### INPUT DATA
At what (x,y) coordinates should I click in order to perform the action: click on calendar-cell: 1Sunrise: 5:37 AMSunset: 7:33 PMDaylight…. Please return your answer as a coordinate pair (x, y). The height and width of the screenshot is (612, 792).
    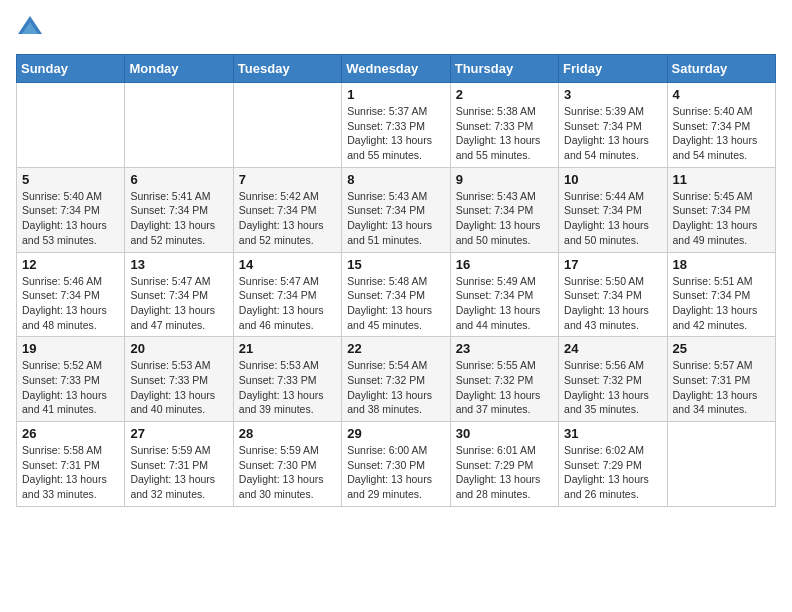
    Looking at the image, I should click on (396, 126).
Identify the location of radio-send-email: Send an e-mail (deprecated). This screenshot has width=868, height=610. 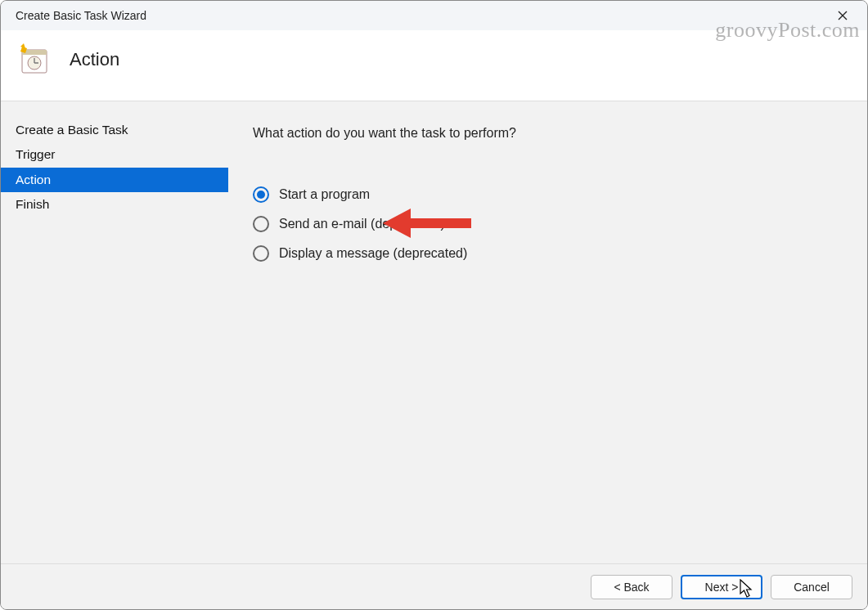
(548, 224).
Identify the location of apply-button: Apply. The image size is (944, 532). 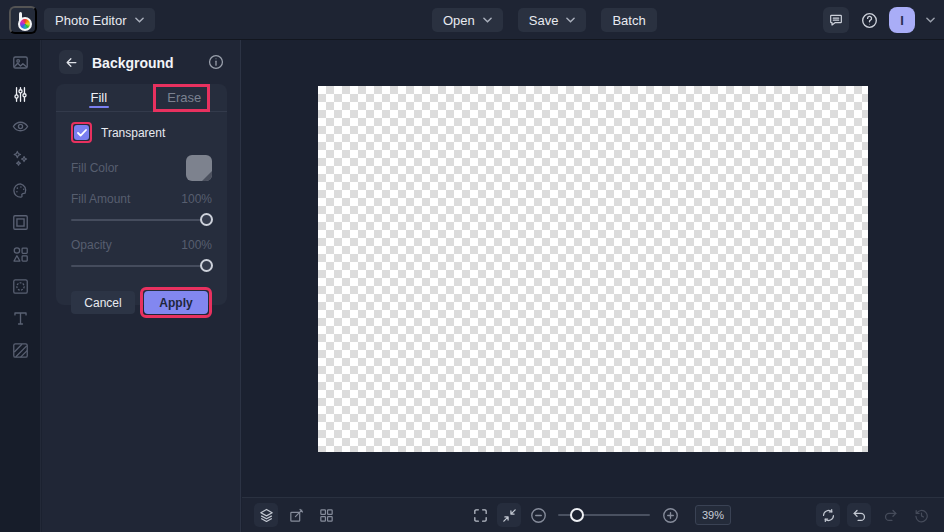
(176, 302).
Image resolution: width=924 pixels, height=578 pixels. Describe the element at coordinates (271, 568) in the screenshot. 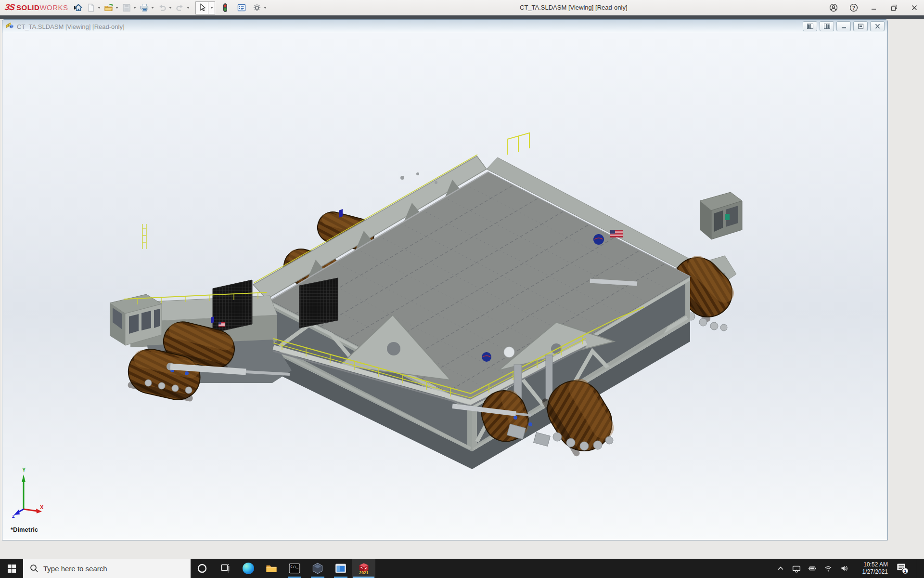

I see `file-explorer-button` at that location.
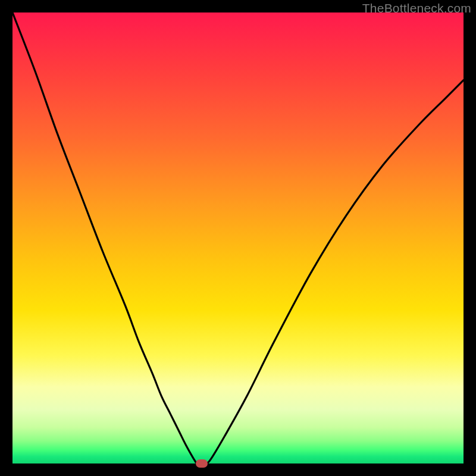 The height and width of the screenshot is (476, 476). What do you see at coordinates (202, 464) in the screenshot?
I see `optimal-marker` at bounding box center [202, 464].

### WHAT THE TASK ASKS
Your copy should run from the line that has "Identify the location of apply-button: Apply." through the last line above, exactly, with both ends in and pictures out.

### WRITTEN REPLY
Identify the location of apply-button: Apply. The image size is (944, 532). 
(176, 302).
Image resolution: width=924 pixels, height=578 pixels. Describe the element at coordinates (271, 568) in the screenshot. 

I see `file-explorer-button` at that location.
 The height and width of the screenshot is (476, 476). What do you see at coordinates (202, 464) in the screenshot?
I see `optimal-marker` at bounding box center [202, 464].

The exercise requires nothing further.